Photo: Vince Taroc

Photo: Vince Taroc

Appearances aren’t everything, but — for a public fleet — it often is important to your constituents and stakeholders. Having vehicles and personnel that look well maintained and neat is important, but that is only part of the equation. Negative perception typically focuses less on physical appearance, and more on behavior — how vehicles operate and how drivers act behind the wheel.

Being a public fleet means you’re in the public eye — under the scrutiny of taxpayers and stakeholders who want to make sure that their tax dollars are being put to good use.

Fortunately, there is a tool your public fleet can use to put your best foot forward: telematics.

Correcting Wasteful Behavior

Wasteful behavior impacts fleets in a number of ways from direct costs to the potential for a ruinous liability payment, which fleet personnel should always aim to minimize. But public fleets have the added pressure of answering to both their stakeholders in city hall and the taxpayers — who have direct control on funding and operations.

For example, a driver may find it practical to idle her vehicle on a chilly morning while she completes morning paperwork — but a casual observer may see it as contrary to the city’s stated goals of improving the city’s carbon footprint. A city hall stakeholder on the board of supervisors will see the fuel bill as unnecessarily high — pointing a finger at wasteful behavior.

Or a driver, in a misguided attempt to “make up time,” may drive aggressively and speed to get to his next appointment on time. Reckless driving behavior in marked city vehicles will raise the ire of constituents worried about the safety of their children as they’re coming home from school, and is certain to generate calls to the fleet department — including one from the city attorney concerned about the city’s liability exposure due to this reckless driver.

This is where telematics comes in. While constituents, stakeholders, and even the drivers themselves won’t notice anything outwardly different about city vehicles after a telematics solution is implemented — they will observe something more important. The vehicles are being operated differently. For example, gone will be the days of billowing exhaust on a cold winter day as a city van idles and the sounds of hard acceleration and squealing tires of a marked city sedan as it barrels down a busy residential street trying to beat the clock.

Telematics in of itself won’t improve the driver’s behavior or the fleet’s public image. By being able to monitor driver behavior in near real-time, telematics gives fleet personnel insights into the overall operation of the vehicles, and, more important, correct behavior before it can have serious, negative implications for the fleet both to its budget and its public image.

One of the major benefits of a telematics solution, such as GPS Insight Fleet Tracking Solutions, is the ability to set alerts about specific behaviors that are important for the fleet and its agency to control. These alerts give the fleet manager the ability to address reckless behavior in near real-time instead of a few weeks later when a report is generated. Again, while alerts are beneficial to every type of fleet, for a public fleet, they help not only to correct the behavior — and potentially save public monies — but demonstrates to taxpayers and stakeholders that the fleet is responsive and immediately addresses wasteful and risky behaviors.

Some telematics capabilities offer more subtle and fundamental improvements. Routing — the cornerstone of telematics technology — can be used to set routes and appointments to eliminate the need to “rush” to a late appointment. If routed and managed correctly, telematics can help make late appointments a thing of the past, and drivers will know they are being monitored and be less likely to rush to an appointment. The savings and improvements to public perception are many. Drivers will use less fuel — speeding and reckless behavior decreases mpg — and the driver’s risk profile will be improved. The fleet will also gain from an improved public image both by being able to serve its customers more efficiently and by driving to the appointment in an observably safer way.

The Proof Is in the Data

Public perception is just that — perception not fact. While the perception may be fundamentally correct, telematics delivers something more important for public fleets — data. This evidence can go a long way to prove that the fleet is well-run, safe, and environmentally friendly in the event of questions from taxpayers or stakeholders that it isn’t.

Having this evidence is also crucial in demonstrating the return on investment (ROI) for the telematics solution and more broadly the fleet’s operations, which will help make the argument for more funding to expand or further improve operations, and show that taxpayer money isn’t being wasted.

As with all things, substance — the way a fleet is operated — should be paramount, but for a public fleet using telematics it is certainly a means to put its best foot forward, while making real strides in its operations and serving its public and government stakeholders.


## What to work on
Once the line with "Image resolution: width=958" is found in the entries below, repeat it and each following line exactly, up to and including the line with "The width and height of the screenshot is (981, 510).". Add no other lines.

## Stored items
-------------------------
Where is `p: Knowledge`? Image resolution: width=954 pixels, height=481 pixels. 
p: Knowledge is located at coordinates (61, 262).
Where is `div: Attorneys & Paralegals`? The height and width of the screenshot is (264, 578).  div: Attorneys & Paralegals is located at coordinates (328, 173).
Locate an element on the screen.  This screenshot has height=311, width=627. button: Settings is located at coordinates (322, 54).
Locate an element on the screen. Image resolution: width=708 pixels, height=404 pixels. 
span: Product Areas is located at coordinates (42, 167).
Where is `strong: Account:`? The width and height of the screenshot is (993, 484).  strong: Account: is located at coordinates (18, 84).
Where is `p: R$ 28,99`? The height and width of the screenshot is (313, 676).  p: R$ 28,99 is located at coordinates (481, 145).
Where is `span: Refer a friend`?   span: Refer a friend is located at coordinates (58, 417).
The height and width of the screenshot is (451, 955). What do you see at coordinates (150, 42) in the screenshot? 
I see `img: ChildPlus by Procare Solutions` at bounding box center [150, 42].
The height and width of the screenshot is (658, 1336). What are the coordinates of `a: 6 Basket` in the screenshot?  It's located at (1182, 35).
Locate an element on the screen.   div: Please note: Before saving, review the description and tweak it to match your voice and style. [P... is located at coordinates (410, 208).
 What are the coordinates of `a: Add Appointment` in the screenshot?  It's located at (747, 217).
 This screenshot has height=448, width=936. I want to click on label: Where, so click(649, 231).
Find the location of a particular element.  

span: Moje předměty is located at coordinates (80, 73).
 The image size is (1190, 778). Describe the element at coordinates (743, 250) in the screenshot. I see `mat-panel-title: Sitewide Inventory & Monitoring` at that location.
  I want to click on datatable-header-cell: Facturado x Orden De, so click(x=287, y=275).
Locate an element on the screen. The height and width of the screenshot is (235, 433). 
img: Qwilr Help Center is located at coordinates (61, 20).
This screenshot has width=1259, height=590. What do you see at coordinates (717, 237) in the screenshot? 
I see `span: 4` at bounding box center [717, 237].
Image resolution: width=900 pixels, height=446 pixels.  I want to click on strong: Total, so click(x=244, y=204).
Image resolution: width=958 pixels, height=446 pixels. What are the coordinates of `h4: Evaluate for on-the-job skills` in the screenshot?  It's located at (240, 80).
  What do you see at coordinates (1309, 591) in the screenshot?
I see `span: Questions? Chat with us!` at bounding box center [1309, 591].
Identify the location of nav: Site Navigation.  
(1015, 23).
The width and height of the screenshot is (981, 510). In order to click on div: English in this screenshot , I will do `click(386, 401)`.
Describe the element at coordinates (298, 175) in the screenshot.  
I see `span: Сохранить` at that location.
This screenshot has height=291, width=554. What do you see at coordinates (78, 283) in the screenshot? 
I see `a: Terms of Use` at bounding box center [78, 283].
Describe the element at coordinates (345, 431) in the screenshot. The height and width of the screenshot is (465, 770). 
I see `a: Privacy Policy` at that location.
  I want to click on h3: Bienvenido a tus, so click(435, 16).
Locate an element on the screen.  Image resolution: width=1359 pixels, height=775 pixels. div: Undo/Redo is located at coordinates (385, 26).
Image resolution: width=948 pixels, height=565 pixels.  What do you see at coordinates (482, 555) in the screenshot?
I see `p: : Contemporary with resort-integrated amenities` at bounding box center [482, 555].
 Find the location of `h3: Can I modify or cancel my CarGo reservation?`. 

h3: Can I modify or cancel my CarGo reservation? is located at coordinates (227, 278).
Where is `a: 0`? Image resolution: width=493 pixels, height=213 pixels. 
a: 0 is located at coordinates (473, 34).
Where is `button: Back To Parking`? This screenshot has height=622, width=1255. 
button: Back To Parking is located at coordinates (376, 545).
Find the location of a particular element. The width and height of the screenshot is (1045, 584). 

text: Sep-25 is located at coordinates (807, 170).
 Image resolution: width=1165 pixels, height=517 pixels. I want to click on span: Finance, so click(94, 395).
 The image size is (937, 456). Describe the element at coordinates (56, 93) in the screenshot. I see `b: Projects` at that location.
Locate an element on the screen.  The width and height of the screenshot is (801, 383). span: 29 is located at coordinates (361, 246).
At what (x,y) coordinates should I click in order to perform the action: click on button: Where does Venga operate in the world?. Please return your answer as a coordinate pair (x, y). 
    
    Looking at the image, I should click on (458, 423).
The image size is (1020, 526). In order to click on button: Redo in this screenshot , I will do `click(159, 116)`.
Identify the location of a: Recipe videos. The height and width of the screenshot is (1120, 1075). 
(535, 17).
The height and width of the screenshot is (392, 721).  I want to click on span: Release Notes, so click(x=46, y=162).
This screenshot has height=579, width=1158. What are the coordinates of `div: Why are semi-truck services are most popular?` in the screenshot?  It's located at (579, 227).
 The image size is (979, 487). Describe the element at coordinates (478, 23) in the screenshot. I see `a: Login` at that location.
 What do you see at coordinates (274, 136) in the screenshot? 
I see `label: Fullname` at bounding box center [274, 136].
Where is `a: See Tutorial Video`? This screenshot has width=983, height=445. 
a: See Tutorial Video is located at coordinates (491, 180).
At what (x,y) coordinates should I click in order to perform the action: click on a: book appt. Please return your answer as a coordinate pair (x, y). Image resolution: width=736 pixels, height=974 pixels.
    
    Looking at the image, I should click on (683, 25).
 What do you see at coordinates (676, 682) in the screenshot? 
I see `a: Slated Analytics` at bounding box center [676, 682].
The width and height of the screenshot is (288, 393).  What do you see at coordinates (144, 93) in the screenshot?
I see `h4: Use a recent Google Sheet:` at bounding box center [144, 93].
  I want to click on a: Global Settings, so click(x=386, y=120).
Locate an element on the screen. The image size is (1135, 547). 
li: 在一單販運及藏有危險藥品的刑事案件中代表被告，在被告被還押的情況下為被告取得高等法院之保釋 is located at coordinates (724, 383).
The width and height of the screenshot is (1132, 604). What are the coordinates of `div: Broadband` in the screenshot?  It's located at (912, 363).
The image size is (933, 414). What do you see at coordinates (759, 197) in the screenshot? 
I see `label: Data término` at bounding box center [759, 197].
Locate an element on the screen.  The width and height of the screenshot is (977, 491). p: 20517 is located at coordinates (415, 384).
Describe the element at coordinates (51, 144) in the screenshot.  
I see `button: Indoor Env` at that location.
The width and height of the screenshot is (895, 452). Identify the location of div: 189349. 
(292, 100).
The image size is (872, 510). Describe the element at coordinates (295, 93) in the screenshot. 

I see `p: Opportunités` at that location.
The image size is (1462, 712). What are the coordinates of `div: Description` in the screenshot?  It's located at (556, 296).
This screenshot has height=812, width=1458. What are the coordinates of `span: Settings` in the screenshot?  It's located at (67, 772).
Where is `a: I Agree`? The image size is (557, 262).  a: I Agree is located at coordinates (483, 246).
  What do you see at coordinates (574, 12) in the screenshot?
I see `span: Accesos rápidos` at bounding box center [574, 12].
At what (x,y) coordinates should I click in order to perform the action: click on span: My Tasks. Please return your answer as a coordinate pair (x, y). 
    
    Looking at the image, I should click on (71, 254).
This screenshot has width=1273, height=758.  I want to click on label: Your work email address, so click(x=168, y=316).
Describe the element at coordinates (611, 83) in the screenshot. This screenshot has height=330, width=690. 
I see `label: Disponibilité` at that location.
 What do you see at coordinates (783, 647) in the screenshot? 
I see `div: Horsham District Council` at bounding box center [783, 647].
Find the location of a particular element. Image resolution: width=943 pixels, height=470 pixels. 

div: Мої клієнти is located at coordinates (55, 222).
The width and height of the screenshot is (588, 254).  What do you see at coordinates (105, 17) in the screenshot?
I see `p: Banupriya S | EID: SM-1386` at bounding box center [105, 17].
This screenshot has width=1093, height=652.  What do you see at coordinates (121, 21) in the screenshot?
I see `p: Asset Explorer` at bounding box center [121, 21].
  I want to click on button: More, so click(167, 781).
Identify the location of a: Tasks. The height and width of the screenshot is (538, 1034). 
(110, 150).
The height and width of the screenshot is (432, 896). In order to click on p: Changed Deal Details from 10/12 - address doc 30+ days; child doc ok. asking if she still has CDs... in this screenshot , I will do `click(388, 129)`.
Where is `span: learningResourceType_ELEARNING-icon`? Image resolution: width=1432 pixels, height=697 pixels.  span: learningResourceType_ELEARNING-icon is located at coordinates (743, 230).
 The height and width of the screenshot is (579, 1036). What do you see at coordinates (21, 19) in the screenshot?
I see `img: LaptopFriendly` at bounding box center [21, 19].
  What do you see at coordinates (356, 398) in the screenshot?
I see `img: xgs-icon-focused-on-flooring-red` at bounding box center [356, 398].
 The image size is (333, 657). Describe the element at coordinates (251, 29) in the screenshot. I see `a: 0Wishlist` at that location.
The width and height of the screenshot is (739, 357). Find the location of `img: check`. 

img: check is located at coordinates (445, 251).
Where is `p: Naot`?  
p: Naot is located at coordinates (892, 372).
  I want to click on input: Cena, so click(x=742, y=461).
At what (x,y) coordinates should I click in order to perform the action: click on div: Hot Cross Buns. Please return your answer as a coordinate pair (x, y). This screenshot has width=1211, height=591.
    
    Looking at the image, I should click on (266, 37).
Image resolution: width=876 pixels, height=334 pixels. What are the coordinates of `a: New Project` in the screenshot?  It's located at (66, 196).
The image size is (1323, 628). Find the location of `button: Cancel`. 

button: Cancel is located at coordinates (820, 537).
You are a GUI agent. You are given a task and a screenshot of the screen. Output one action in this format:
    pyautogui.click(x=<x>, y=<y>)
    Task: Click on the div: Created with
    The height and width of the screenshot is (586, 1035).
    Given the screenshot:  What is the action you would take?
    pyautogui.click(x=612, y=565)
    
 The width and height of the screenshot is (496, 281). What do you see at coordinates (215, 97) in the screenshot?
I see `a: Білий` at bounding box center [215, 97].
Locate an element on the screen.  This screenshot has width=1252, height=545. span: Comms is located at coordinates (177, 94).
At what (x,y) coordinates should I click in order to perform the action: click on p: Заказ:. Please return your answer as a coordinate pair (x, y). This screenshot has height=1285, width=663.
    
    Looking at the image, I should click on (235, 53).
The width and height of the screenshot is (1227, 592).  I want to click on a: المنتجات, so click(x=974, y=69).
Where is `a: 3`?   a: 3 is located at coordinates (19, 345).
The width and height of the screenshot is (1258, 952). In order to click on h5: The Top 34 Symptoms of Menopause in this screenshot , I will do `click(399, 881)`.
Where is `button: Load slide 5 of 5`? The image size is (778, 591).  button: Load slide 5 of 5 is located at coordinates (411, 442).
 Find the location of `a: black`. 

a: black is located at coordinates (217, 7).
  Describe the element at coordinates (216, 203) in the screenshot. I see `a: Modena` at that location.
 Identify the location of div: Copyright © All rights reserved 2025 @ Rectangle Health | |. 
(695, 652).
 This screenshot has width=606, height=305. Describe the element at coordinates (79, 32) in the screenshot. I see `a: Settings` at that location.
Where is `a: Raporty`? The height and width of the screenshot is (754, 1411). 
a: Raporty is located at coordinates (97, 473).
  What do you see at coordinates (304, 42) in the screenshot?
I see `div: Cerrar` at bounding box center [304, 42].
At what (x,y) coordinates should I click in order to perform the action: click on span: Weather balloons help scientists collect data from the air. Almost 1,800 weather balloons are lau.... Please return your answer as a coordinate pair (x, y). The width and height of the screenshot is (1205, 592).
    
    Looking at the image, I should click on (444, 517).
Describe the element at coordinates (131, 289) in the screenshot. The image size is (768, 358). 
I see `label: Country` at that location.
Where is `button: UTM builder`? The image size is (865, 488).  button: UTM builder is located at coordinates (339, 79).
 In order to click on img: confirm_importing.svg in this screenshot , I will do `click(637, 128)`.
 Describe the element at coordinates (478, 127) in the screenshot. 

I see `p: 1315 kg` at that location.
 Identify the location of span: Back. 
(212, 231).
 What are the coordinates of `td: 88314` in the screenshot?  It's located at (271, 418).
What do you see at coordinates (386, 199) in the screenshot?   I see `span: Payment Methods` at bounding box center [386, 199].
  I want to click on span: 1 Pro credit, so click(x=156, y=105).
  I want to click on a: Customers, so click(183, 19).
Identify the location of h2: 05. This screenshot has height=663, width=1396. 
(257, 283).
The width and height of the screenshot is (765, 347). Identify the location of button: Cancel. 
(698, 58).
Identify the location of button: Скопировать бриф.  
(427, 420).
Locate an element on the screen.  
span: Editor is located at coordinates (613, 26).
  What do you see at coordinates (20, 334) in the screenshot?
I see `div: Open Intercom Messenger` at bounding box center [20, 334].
-------------------------
## Solution to the exercise
Image resolution: width=958 pixels, height=446 pixels. What are the coordinates of `h4: Evaluate for on-the-job skills` in the screenshot?  It's located at (240, 80).
  What do you see at coordinates (1309, 591) in the screenshot?
I see `span: Questions? Chat with us!` at bounding box center [1309, 591].
Identify the location of nav: Site Navigation.  
(1015, 23).
The width and height of the screenshot is (981, 510). In order to click on div: English in this screenshot , I will do `click(386, 401)`.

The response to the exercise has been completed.